I am on my way in a couple of minutes to start with a new therapist to treat my depression. The mere thought of it has me nauseated. How I hate doing this shit, but I’m going to go anyway. I’m pretty much numb with fear. Oh, well. How bad can an hour be?
What is it, exactly, that you hate? Is it therapy in general, or just the idea of going through a “stranger” phase with a new therapist? What has been your past experience with new therapists, and about how long did it take for things to improve?
It is, to a great extent, giving your past history for the umpteenth time to a stranger. Reciting this litany of past trouble and failure is pretty depressing in tiself, although necessary.
That, and the fact that she’s not a psychiatrist. I’m currently uninsured and managed to get a deal through my brother-in-law’s employment. But they don’t cover shrink visits.
I had about an hour with her. Gave her my history and current situation, which is fairly depressed since November/December. In the past long episodes of depression have been generally self-terminating, but that may have been due to the fact I was on Prozac. I stopped taking Prozac about two years ago due to a lack of funds. I have started back up on the stuff, maybe, four weeks ago so serum levels should be up by now. My brother’s an MD and gave me the start-up script but I really need someone to do med-evals. I have a guy lined up for that that my sister (God bless her) is willing to spring for, at least once a month.
Anyway, the therapist essentially framed my problem in terms of her own expertise. She looked at the problem as a matter of self-esteem and lack of self-actualizing activity. I had recommended to me a couple of books with which to do “homework”. *Feeling Good *by David Burns and Mind Over Mood the author of which I don’t have handy. The problem is that when you’re all the way down helping yourself isn’t exactly on the big list of the possible. Eating and sleeping are big enough tasks to take up the whole day. I actually had a copy of Feeling Good in my collection and think that it has much to recommend it. But one must feel good enough to do the sort of exercises and what-not that the author suggests.
I go back next Wednesday. I am willing to give just about anybody a chance and realize that first sessions are often sucky.
I work for my brother. He started a business building large scale model trains about ten years ago and I went to work for him six years ago when I moved down from Idaho. He came over for Easter dinner on Sunday and dropped the ax. My depression has hampered my ability of late to be consistent on work attendance. I think he’s understanding (actually I KNOW he’s understanding) but he still had to let me go. Maybe it is a blessing in disguise. But for the way I feel it has to be an award-winning disguise, dontcha know?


• _The problem_
If a line includes the word "molecules", it belongs in the count; state the total for the data below and add nothing.

• _Given entries_
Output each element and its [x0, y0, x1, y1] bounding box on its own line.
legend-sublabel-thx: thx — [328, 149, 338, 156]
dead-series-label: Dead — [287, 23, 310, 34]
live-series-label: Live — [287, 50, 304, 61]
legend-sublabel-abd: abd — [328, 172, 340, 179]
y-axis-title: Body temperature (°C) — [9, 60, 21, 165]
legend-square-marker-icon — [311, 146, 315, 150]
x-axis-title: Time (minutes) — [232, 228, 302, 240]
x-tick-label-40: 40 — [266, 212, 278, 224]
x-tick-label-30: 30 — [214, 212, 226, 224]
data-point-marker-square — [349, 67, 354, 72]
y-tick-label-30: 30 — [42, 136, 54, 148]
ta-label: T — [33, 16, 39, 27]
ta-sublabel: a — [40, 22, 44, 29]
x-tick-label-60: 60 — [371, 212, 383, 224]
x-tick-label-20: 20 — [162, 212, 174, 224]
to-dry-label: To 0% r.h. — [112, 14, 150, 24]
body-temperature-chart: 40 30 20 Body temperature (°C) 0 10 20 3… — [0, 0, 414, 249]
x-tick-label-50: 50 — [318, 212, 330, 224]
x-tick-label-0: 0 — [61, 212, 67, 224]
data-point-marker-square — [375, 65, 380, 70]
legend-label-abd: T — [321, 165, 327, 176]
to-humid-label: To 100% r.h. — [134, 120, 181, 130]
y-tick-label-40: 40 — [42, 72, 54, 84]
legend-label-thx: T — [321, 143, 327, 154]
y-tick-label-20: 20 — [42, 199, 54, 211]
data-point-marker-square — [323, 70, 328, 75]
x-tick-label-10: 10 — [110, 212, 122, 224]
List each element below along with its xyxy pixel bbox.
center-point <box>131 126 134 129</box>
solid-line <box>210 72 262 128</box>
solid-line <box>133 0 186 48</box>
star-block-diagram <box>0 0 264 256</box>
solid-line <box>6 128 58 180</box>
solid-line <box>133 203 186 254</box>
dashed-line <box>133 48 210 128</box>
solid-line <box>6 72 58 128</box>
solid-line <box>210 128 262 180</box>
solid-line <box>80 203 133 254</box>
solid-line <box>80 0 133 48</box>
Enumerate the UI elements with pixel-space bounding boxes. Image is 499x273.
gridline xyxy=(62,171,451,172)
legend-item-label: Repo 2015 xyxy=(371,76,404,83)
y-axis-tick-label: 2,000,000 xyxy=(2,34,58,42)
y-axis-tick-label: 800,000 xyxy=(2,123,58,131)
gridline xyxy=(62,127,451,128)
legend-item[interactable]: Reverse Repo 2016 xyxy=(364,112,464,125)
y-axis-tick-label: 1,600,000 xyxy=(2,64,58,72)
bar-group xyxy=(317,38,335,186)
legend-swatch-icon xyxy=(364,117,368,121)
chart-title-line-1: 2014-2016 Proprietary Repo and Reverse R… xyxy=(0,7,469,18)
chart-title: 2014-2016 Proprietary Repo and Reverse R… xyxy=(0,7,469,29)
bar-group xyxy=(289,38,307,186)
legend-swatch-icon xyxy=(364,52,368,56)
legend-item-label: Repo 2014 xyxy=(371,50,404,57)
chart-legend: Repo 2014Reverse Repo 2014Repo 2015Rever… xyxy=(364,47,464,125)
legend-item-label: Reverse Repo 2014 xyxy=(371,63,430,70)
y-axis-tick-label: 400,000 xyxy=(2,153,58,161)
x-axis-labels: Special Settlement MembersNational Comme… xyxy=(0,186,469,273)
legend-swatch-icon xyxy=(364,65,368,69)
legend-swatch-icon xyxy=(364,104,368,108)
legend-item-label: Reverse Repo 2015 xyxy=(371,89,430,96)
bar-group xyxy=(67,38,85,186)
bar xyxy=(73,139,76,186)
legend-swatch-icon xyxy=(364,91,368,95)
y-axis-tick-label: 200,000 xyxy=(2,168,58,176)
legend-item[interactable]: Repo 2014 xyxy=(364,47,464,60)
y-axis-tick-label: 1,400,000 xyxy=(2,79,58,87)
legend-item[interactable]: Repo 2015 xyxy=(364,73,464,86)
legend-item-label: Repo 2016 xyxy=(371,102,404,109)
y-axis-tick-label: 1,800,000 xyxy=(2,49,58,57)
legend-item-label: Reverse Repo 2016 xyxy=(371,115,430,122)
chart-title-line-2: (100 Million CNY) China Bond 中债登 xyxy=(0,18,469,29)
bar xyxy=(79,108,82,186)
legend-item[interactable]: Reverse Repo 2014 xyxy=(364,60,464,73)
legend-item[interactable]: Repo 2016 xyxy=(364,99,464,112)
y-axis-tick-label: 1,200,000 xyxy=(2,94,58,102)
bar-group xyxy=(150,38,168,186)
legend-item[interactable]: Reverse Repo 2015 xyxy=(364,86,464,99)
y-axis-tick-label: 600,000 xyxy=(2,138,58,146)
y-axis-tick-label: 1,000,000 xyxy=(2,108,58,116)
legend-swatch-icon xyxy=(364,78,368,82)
...
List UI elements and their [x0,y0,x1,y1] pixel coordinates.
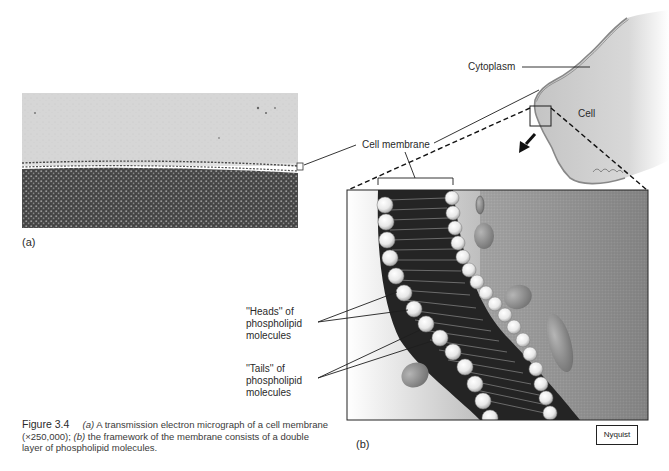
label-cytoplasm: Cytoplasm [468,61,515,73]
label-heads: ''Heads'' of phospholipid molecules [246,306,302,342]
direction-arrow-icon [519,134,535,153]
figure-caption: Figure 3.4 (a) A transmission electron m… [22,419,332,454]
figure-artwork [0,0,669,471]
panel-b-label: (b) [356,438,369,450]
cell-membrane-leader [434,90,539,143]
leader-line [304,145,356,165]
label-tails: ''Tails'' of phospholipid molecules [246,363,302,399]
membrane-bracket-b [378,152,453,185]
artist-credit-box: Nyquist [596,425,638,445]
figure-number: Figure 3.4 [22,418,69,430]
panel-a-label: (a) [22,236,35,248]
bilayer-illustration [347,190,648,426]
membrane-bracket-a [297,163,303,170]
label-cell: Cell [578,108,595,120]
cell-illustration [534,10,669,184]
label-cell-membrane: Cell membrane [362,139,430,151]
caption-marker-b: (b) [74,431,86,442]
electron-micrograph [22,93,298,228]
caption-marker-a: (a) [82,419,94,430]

• _Reply to the task_
2